The successful transformation pattern prioritizes the most valuable deliverables each quarter, including success measures for each. Adopting the mindset that each deliverable relies on many assumptions, the best practice is to write deliverables in hypothesis form and explicitly state what the expected value is, including how that value will be measured.

The manifestation of true Agile transformation is dependent on changing an organization to work in small cross functional teams that are responsible, accountable, and working together with a new mission and “flow” of value. A transformation requires significant change among its people in terms of roles, accountability, communication patterns, priorities, and day-to-day activities. Agreement and communication regarding definition of highest priority work items and how success will be measured enables 100% focus on delivering maximum value, which is another good Agile practice.

The first three keys to Agile transformation success are outlined below.

  1. Identify the Agile Program Sponsor(s): Engage to agree on long term vision, a roadmap and most importantly, 90-day valuable deliverables and measures of success. Set the expectation that there will be an Agile Program review every ~90 days in which success measures will be reviewed, the program is expected to learn and pivot, and the next 90-day valuable deliverables and success measures will be confirmed.

Common anti-patterns come from our legacy project and program management intuition. With long-time horizons, it feels efficient to do things in large batches and to leverage centralized decision making: train everybody, determine the ideal tool configuration, define a recipe for implementation, fund centralized workstreams, perhaps implement automated testing or a DevOps workstream. I will claim all these are traditional waterfall deliverables. None of them on their own result in small cross-functional teams delivering value. With the focus on valuable deliverables, everything else becomes subordinated. Applying more resources to highest value delivery delivers faster and highlights challenges of highest value delivery.

→ "Engage to agree on long term vision, a roadmap and most importantly, 90-day valuable deliverables and measures of success."

  1. The best measure of initial success is the number of maturing Agile teams. Early during a transformation, I claim that maximum value is the “quantity of maturing Agile teams,” and is best measured by some kind of Agile maturity assessment. What is most valuable and their respective measures will evolve over the course of a transformation, and depending on where the largest constraints exist, may next emphasize built-in-quality or predictability. Later success measures may include newly-implemented outcome metrics, or specific product line KPIs.

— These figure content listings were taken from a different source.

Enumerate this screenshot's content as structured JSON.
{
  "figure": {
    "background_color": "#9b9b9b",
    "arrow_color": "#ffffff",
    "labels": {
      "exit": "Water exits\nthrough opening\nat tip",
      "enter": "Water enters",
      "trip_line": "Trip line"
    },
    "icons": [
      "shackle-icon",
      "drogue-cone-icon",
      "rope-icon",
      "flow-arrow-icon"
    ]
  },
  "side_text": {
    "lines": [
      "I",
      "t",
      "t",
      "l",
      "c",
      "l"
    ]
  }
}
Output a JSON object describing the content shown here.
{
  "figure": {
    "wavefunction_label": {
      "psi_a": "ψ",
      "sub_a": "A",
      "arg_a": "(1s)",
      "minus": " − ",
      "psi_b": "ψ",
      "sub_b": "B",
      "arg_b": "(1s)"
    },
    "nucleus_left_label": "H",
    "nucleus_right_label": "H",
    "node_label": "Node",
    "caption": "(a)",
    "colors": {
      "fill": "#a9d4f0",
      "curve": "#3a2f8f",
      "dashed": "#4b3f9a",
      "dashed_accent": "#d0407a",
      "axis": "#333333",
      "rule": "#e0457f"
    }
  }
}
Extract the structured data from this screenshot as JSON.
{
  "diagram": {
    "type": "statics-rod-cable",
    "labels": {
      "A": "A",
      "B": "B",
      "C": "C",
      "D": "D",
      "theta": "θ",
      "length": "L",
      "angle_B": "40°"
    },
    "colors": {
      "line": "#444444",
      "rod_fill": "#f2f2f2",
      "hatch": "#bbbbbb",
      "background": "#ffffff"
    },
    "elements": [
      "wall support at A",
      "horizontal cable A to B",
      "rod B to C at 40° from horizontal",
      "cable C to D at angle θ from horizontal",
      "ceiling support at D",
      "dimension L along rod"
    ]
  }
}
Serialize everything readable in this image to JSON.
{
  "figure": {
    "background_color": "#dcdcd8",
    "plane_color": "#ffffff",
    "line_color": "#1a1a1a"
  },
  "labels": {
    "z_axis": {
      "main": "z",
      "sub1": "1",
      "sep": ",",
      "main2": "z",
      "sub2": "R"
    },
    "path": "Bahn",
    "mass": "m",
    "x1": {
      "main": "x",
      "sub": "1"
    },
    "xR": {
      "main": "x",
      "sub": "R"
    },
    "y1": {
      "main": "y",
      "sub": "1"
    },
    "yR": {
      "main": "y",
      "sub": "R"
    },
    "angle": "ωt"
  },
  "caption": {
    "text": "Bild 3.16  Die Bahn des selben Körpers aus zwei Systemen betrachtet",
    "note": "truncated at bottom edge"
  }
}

The Eliassen Agile Maturity Matrix is an industry-wide accepted tool used to establish baseline and monitor trends of Agile maturity. It is used primarily at the team level, and it also has organizational-level maturity dimensions. The value is derived from the conversations and topics supported by the 35+ areas of practices that are measured, and the side benefit is a maturity trend of how the team is progressing (or not). Teams hit plateaus as they mature; impediments become larger and eventually limit the teams’ control. Adept scrum masters facilitate problem solving sessions to determine best solutions to remove those impediments.

It’s never too late to begin baseline of maturity...

  1. Experienced Agile transformation coaches have a network of resources available to work around and handle a multitude of potential impediments: lack of training, understanding the “whys,” lack of clear audio on remote conference, or undue leadership intervention, to name a few. The best coaches not only have experience in finding many solutions to problems, they are also adept at empathizing, learning, and balancing the diversity of team members’ perspectives and to professionally coach the teams - to owning solutions through the teams’ discovery of solutions.

The real value of coaching is change management: working with the organization to empathize, to answer questions, to help them develop courage, to experiment with new ways, to eventually adopt better practices, and to eventually build an Agile mindset.

→ "The real value of coaching is change management."

When it comes to measuring value, there's so much more to explore. Read Part 2 of our series on Agile Transformation. And remember that Eliassen can help you source experienced coaches for your transformation, and our rigorous screening process makes sure the coaches we present are experienced in the role you specify and will match the culture of your organization.